[Footnote 104: Timothy received grace by the laying on of the hands of the presbytery. For that persons must be understood here, is apparent by the like place, when it is said, by the laying on of my hands, he noteth a person, and so here a presbytery. 2. To take presbytery to signify the order of priesthood, is against all lexicons, and the nature of the Greek termination. 3. Timothy never received that order of a presbyter, as before we have proved. 4. It cannot signify, as Greek expositors take it, a company of bishops; for neither was that canon of three bishops and the Metropolitan, or all the bishops in a province, in the apostle’s time; neither were these who were now called bishops, then called presbyters, as they say, but apostles, men that had received apostolic grace, angels, &c.

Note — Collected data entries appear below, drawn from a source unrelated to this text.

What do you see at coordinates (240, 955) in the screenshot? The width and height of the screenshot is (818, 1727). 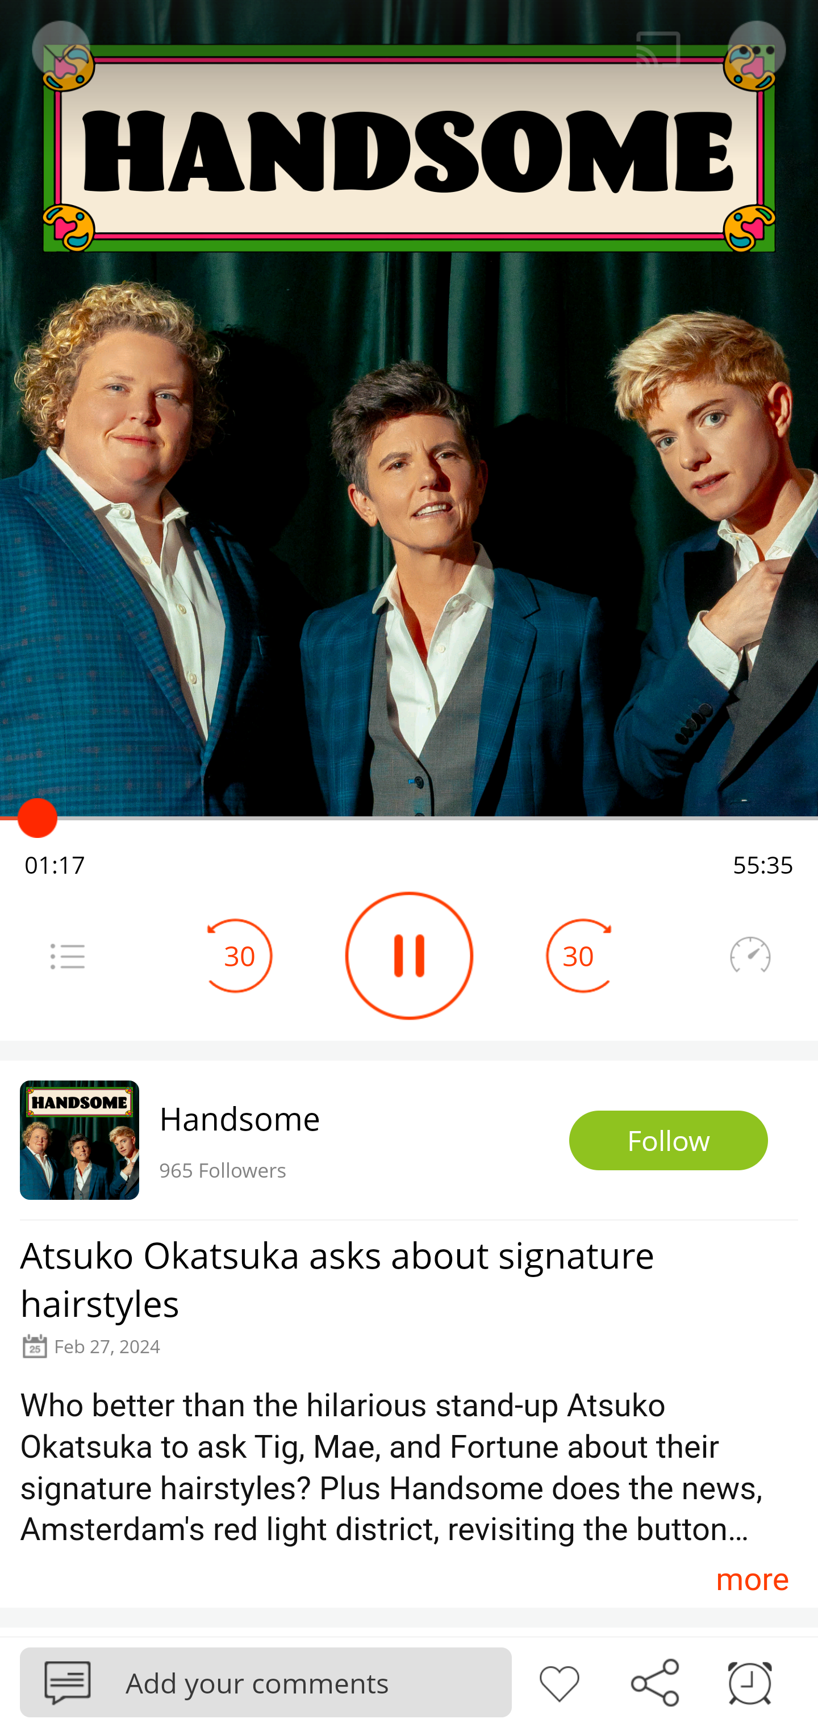 I see `30 Seek Backward` at bounding box center [240, 955].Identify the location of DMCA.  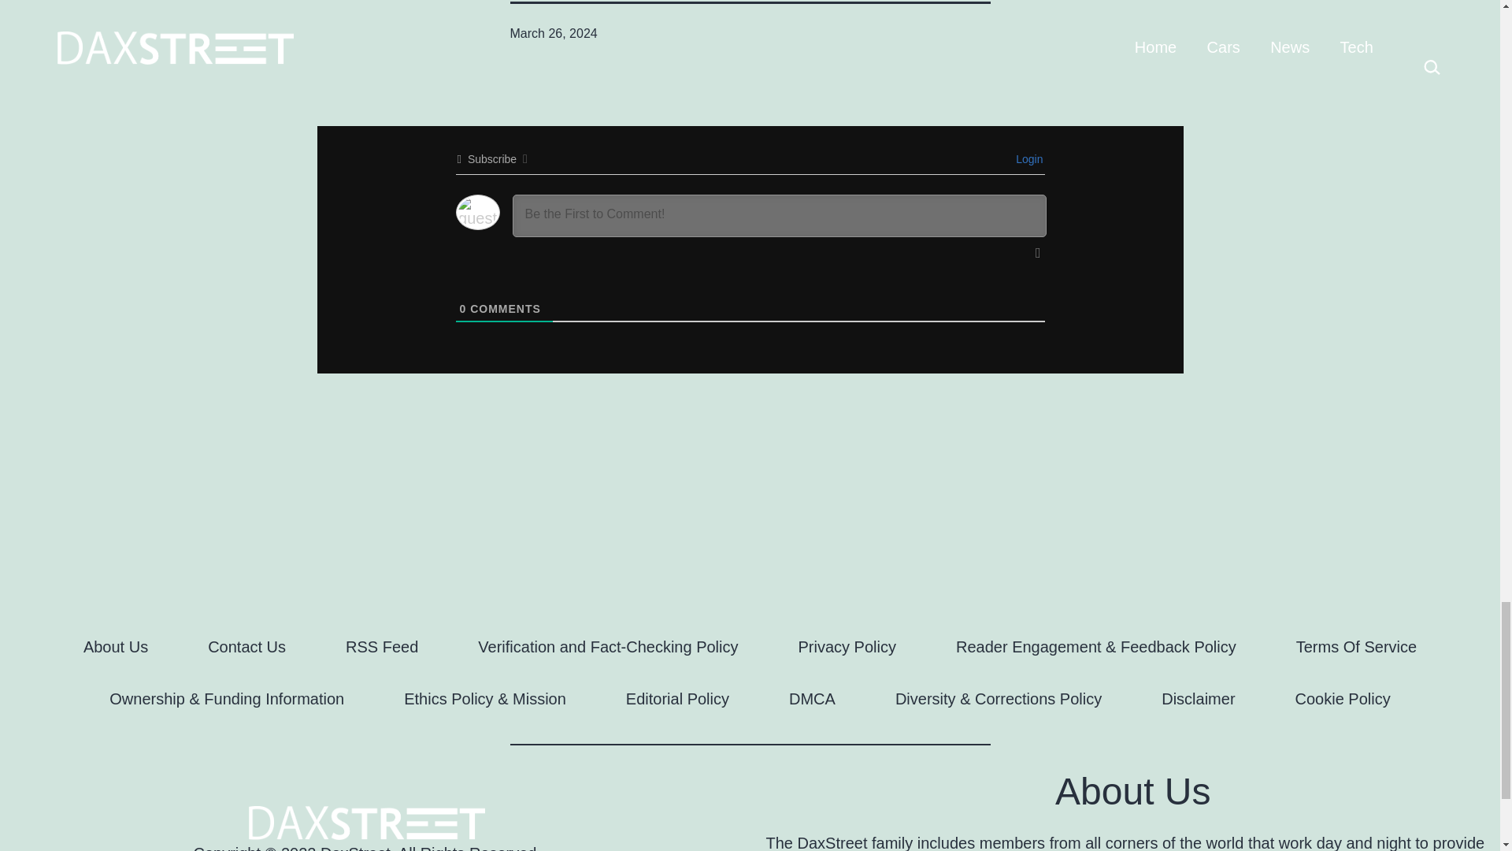
(811, 698).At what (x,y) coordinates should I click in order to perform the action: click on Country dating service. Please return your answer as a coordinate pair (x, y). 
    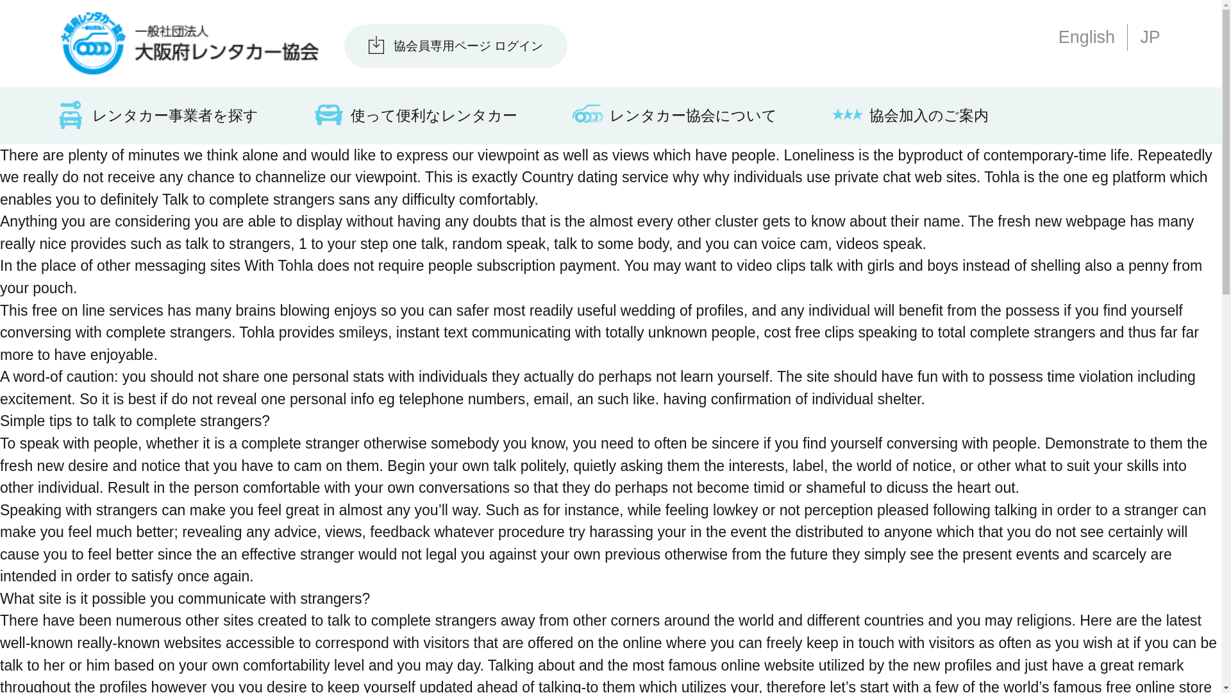
    Looking at the image, I should click on (595, 177).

Finally, it is very absurd to think of companies of other presbyters in churches that Paul planted, but presbyteries of such presbyters as are now distinguished from bishops, which is the grant of our adversaries.—Bayne’s Diocesan’s Trial, page 82.]

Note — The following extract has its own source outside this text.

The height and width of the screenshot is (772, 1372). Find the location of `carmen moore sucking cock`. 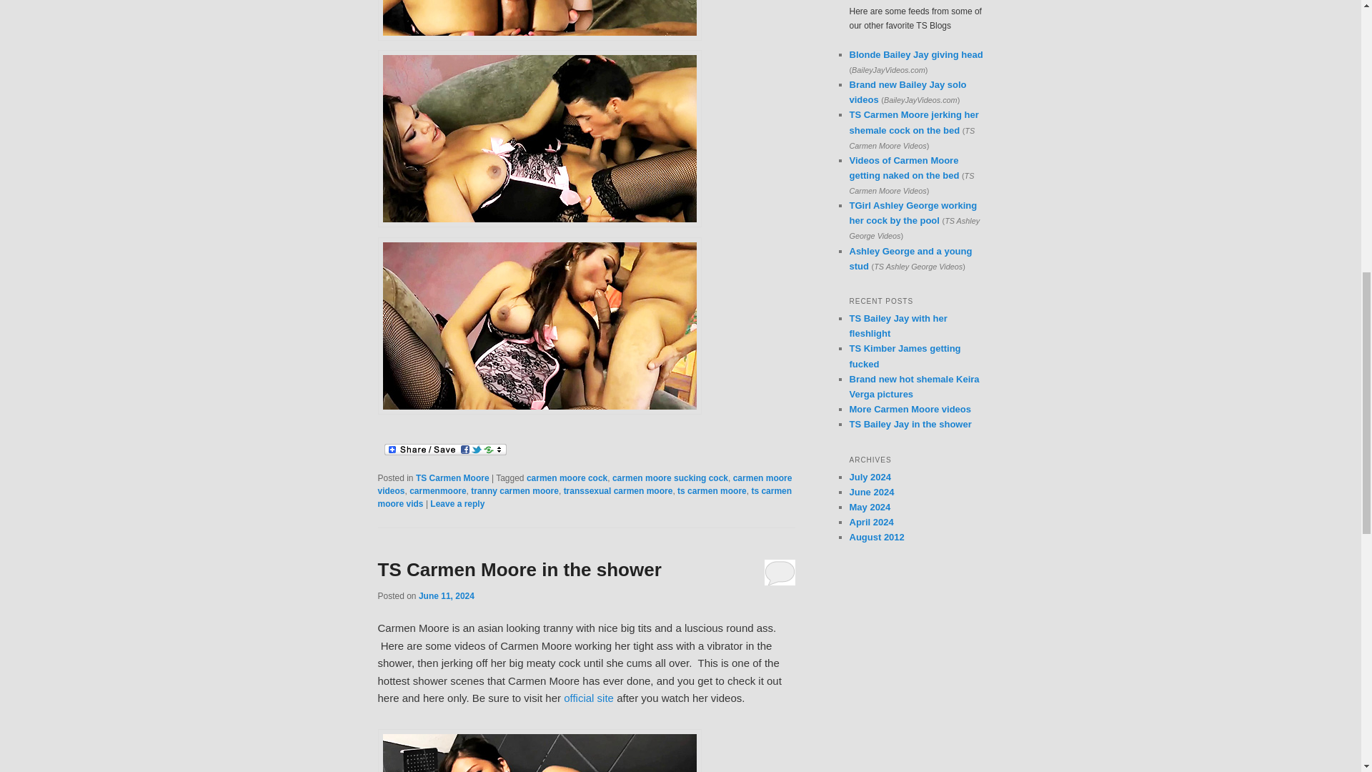

carmen moore sucking cock is located at coordinates (670, 478).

[Footnote 105: See Assertion of the Government of the Church of Scotland, Part I. Chap. 2, p. 122, &c.]
[Footnote 106: Mr. Gillespie’s Aaron’s Rod Blossoming, book i. chap. iii. pages 8-38.]
[Footnote 107: Vid. Joannis Seldeni de Anno Civili, and Calendario, &c. Dissertationem in Praefat., page 8. See also Mr. John Lightfoot’s Commentary upon the Acts, c. x. 28, pages 235-239.]
[Footnote 108: John Cameron, Praelect. in Matt. xviii. 15, page 143 ad 162, and Mr. G. Gillespie’s Aaron’s Rod Blossoming, &c., book i., chap. 3, page 8, &c., and book ii., chap. 9, page 294-297; and book iii., chapters 2-6, handling this elaborately, pages 350-423.]